» **Records to process**:
▼

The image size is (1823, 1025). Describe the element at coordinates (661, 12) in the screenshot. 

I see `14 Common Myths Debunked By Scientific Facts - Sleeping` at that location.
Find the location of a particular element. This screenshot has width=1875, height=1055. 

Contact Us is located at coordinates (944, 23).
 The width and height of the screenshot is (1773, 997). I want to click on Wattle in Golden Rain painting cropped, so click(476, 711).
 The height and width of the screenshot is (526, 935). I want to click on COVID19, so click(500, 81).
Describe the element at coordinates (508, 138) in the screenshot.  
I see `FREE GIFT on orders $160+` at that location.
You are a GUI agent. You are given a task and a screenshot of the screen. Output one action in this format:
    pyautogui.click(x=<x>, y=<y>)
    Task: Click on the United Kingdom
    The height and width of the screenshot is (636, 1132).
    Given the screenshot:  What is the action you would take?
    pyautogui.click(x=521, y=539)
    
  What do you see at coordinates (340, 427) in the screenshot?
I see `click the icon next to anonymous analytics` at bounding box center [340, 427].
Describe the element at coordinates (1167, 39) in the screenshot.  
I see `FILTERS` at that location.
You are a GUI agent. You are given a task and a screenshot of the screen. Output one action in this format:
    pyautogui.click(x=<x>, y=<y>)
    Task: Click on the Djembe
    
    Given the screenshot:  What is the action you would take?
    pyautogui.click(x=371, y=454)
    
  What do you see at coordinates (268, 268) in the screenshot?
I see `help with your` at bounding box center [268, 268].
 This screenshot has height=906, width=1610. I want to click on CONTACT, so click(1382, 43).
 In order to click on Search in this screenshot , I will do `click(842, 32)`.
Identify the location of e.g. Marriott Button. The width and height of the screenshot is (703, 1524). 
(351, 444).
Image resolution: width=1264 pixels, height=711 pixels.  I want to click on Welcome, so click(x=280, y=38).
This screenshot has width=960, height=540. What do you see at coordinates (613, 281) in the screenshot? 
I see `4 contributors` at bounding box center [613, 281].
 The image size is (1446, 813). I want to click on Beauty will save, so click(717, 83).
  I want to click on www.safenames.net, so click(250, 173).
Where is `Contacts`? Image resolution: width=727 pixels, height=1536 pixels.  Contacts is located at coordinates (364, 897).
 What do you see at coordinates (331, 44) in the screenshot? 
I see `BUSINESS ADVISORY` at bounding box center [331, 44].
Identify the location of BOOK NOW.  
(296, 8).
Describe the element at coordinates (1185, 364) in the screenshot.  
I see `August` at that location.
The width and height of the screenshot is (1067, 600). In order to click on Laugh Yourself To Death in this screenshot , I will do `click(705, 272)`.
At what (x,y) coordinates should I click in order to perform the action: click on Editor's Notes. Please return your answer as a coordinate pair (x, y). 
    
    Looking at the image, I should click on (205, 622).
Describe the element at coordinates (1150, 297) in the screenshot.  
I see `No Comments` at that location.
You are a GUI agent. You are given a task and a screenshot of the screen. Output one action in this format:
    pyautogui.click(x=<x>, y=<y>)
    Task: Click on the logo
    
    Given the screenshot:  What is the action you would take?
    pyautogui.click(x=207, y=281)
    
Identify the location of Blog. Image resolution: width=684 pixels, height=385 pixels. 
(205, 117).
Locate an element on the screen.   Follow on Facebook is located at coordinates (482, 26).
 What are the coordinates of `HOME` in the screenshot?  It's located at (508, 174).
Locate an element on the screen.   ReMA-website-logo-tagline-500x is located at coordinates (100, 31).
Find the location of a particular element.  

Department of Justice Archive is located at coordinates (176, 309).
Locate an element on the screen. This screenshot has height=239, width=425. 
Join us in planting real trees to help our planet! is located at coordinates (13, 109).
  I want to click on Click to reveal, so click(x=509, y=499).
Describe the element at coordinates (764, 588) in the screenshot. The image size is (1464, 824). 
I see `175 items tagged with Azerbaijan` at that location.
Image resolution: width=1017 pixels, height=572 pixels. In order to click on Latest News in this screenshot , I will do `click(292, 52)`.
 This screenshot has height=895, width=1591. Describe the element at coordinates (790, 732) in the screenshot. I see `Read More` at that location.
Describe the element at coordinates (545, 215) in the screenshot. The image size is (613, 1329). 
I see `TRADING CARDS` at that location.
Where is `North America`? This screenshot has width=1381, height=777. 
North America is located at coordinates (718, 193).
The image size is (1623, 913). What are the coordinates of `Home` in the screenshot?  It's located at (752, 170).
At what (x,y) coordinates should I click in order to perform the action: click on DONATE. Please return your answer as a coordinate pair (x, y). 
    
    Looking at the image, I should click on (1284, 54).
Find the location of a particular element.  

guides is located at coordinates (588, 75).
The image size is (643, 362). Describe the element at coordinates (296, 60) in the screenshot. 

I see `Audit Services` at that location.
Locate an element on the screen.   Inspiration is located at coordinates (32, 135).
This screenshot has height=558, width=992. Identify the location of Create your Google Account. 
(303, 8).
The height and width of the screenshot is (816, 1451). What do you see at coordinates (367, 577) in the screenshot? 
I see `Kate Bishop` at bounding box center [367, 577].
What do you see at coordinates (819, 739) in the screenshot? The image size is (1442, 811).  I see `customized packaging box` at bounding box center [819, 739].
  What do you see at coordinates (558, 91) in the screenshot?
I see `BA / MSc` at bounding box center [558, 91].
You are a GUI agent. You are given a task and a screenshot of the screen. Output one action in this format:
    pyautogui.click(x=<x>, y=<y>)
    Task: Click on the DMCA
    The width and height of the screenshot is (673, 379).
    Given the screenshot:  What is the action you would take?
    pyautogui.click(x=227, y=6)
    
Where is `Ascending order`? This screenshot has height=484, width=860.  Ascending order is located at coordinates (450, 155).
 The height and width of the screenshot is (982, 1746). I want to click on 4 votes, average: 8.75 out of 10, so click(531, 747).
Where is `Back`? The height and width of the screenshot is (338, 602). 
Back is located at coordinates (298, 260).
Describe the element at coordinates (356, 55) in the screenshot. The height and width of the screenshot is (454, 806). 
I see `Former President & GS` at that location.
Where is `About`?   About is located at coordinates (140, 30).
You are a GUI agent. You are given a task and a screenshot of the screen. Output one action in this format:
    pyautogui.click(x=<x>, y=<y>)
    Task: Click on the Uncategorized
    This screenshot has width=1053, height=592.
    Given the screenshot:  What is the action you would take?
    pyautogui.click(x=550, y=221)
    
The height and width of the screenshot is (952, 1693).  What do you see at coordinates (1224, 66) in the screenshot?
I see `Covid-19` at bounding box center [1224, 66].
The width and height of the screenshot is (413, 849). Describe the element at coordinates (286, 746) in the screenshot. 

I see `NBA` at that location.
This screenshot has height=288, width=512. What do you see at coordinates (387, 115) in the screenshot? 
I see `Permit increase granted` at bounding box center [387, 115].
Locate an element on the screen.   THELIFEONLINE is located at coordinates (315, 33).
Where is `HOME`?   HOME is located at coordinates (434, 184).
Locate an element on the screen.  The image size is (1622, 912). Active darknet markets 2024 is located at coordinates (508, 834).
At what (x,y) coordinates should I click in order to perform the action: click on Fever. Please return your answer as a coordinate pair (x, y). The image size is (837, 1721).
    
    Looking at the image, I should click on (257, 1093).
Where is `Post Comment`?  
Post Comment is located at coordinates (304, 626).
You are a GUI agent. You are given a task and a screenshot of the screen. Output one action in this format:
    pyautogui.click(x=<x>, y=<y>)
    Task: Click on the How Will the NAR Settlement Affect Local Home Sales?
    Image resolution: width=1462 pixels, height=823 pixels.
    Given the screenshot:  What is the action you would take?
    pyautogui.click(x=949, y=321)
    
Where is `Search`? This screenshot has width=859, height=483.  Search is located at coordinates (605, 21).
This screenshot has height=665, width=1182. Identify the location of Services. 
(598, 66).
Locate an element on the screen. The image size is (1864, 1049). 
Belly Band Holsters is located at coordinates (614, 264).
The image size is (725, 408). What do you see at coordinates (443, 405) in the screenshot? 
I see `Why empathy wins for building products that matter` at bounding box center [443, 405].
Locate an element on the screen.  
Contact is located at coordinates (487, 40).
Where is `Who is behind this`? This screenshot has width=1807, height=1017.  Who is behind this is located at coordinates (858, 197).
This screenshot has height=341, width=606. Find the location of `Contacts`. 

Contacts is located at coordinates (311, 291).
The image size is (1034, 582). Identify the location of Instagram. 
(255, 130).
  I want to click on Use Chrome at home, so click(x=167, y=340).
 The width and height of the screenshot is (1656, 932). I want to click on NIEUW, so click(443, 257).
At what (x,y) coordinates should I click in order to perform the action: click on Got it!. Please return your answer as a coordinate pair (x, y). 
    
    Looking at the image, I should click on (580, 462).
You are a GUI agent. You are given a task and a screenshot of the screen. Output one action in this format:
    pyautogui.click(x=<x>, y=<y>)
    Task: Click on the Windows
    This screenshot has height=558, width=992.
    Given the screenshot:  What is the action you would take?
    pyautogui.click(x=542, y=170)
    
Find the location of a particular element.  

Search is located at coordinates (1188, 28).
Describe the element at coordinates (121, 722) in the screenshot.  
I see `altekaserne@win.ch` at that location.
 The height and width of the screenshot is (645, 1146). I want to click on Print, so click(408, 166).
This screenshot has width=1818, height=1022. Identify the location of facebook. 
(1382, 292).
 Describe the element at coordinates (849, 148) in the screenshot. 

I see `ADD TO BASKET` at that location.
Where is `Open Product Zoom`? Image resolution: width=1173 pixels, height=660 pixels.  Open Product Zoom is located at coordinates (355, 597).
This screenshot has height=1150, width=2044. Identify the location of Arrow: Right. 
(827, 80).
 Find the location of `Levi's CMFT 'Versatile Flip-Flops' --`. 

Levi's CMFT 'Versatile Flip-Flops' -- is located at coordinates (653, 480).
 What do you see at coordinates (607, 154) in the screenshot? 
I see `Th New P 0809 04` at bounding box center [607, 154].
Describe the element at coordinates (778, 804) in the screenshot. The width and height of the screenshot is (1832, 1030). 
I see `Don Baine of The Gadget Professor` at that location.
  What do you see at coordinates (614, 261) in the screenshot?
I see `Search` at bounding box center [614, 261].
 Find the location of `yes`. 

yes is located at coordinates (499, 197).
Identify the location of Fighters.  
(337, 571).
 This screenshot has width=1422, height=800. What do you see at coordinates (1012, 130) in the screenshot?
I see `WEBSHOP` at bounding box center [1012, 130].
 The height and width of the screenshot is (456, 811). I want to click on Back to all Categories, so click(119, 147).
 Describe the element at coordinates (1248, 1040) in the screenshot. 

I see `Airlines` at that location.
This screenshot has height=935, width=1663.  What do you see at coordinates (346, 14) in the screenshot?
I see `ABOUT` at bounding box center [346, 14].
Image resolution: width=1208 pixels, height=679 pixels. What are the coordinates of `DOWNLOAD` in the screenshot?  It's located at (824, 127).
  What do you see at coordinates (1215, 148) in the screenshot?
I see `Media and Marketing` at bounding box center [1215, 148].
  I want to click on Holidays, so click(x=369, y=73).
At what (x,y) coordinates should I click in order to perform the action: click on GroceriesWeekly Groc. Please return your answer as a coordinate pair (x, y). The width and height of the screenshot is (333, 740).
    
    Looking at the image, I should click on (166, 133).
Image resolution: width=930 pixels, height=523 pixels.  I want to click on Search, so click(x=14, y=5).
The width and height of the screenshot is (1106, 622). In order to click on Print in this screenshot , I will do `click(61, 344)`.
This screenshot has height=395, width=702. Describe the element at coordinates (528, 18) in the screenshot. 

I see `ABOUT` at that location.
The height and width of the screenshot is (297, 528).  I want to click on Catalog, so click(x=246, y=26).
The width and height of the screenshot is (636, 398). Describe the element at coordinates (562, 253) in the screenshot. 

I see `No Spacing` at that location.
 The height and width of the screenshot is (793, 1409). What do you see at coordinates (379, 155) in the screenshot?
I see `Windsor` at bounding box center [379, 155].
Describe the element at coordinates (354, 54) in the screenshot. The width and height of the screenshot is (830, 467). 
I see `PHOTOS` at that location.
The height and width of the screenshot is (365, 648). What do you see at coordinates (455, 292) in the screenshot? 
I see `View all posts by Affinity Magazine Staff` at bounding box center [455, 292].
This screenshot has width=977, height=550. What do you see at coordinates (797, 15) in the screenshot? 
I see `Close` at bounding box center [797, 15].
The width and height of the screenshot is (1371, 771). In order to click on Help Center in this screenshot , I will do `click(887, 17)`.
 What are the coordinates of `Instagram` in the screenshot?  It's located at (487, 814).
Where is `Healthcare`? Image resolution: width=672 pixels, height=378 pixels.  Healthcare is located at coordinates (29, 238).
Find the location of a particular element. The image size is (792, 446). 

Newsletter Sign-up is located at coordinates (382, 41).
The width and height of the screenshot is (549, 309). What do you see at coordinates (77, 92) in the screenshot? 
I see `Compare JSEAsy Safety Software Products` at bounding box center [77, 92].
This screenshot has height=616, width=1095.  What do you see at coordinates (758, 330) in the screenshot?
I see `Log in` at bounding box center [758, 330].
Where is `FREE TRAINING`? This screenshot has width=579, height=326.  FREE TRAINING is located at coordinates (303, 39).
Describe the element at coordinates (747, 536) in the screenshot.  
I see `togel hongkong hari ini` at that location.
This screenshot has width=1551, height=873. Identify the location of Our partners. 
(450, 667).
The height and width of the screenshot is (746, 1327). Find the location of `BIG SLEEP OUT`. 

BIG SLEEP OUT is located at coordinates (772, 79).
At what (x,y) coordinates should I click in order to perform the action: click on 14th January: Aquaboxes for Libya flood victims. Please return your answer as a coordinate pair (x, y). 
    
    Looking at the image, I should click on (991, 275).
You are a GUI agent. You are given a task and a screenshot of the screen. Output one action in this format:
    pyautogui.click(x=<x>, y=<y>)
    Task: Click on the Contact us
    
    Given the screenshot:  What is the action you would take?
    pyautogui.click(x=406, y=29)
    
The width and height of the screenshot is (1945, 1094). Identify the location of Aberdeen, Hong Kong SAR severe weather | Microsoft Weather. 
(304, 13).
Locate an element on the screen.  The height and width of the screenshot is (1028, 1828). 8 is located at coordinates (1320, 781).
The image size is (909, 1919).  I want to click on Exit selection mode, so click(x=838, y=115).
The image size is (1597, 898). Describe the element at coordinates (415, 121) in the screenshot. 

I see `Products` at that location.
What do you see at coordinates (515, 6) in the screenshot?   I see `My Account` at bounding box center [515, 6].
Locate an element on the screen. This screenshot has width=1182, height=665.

▲

» **Exercise**: Give an exact copy of the lines above, from the top of the records to the line that contains "Task: Click on the Djembe", taking in both ends.

» **Result of this task**:
The image size is (1823, 1025). Describe the element at coordinates (661, 12) in the screenshot. 

I see `14 Common Myths Debunked By Scientific Facts - Sleeping` at that location.
Find the location of a particular element. This screenshot has width=1875, height=1055. 

Contact Us is located at coordinates (944, 23).
 The width and height of the screenshot is (1773, 997). I want to click on Wattle in Golden Rain painting cropped, so click(476, 711).
 The height and width of the screenshot is (526, 935). I want to click on COVID19, so click(500, 81).
Describe the element at coordinates (508, 138) in the screenshot.  
I see `FREE GIFT on orders $160+` at that location.
You are a GUI agent. You are given a task and a screenshot of the screen. Output one action in this format:
    pyautogui.click(x=<x>, y=<y>)
    Task: Click on the United Kingdom
    The height and width of the screenshot is (636, 1132).
    Given the screenshot:  What is the action you would take?
    pyautogui.click(x=521, y=539)
    
  What do you see at coordinates (340, 427) in the screenshot?
I see `click the icon next to anonymous analytics` at bounding box center [340, 427].
Describe the element at coordinates (1167, 39) in the screenshot.  
I see `FILTERS` at that location.
You are a GUI agent. You are given a task and a screenshot of the screen. Output one action in this format:
    pyautogui.click(x=<x>, y=<y>)
    Task: Click on the Djembe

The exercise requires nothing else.